By MARK SARDELLA

Last Saturday’s Special Election, which saw 18 percent of the voters give 100 percent of homeowners a hefty tax increase, brought back a hazy memory from about 40 years ago. 

As a member of the Board of Assessors in the 1980s, Paul Faler was a fierce advocate for residential taxpayers. As I recall it, Paul narrowly lost re-election one year, and the next year he ran again in an attempt to return to the Board.  

At a Wakefield League of Women Voters candidates’ night, he was asked, if he lost a second time, would he run again the following year as the taxpayers’ voice. Paul smiled at the question.  

“At some point,” he said, “people have to save themselves.” 

What’s surprising about the recent Special Election is not so much that the high school question won. I predicted that. What’s jaw-dropping is that for about 15,000 local voters the question of whether or not to build a new high school and raise the average homeowner’s taxes by about $1,300 a year was not even on their radar.    

The town bent over backwards to make voting easy, scheduling the election on a Saturday and offering citizens weeks of no-questions-asked absentee voting. And still, less than 20 percent of the voters supported building a new high school. Three-quarters of registered voters couldn’t have cared less one way or the other. It didn’t matter enough for them to even cast a ballot. 

Inspiring message, Yes for WMHS. 

The next time you hear someone complain about taxes in Wakefield, ask them how they voted in the March 11, 2023 Special Election. The odds are 3-1 that the answer will be, “I didn’t.” 

Some people are old enough to remember TAW. It stood for “Taxpayers Association of Wakefield.” A few short decades ago, Wakefield had populist figures like Sam Benedetto, Paul Faler, Phil Porter, Mike Conley and Phyllis Hull to speak and organize on behalf of residential taxpayers.  

But they’re all gone now, either deceased or moved out of town. 

In their place we have those who want to remake Wakefield into Wellesley – or at least Winchester or Lexington. Not so very long ago, being a townie was considered a big advantage in local politics. Now, there isn’t a single Wakefield native on the Town Council.   

That would have been unthinkable even a decade ago. But the town has changed. Despite all the lip service from local officials about “affordable” housing, many middle and lower-income residents find themselves squeezed out of Wakefield by high home prices and soaring taxes. And there’s an endless supply of upwardly mobile young professionals of means waiting to swoop in and fill the void. Among the Blossoms at the Beebe set, Wakefield natives are something of a curiosity, an endangered species to be studied before its inevitable extinction. 

Don’t get me wrong. Most of my favorite Wakefield residents weren’t born here. But they tend to be people who arrived years ago because they liked living in a well-run, affordable, middle-class town. They didn’t come here looking to change it into an upscale People’s Paradise. 

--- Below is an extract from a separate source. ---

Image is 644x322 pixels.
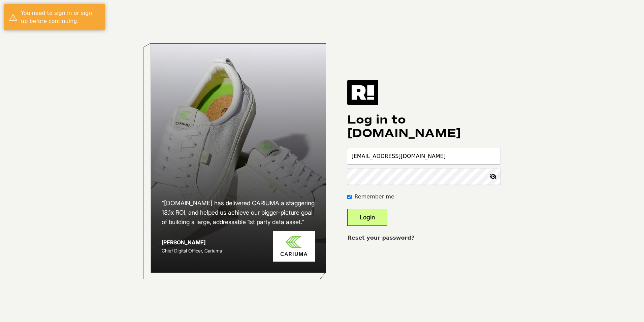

If you’re a beleaguered taxpayer, don’t expect a lot of sympathy from your elected leaders. 

The next chairman of the Wakefield Town Council was one of the biggest donors to the “Yes for WMHS” campaign. The Committee to Elect Jonathan Chines gave $1,000 to the cause and Chines made personal donations totaling $350.   

This is the same Jonathan Chines who recently pushed a measure through the Town Council that virtually guarantees that, going forward, the town will increase the property tax levy by the maximum allowed under Proposition 2½.Chines’ measure will make it much more difficult for future boards to offer taxpayers a break by increasing the tax levy less than the full 2.5 percent allowed by law, as the Selectmen did every year from 2014-2019.  

Those days are gone forever.  

They’ve been traded in for a future of bike lanes, solar panels, high-end schools and higher taxes.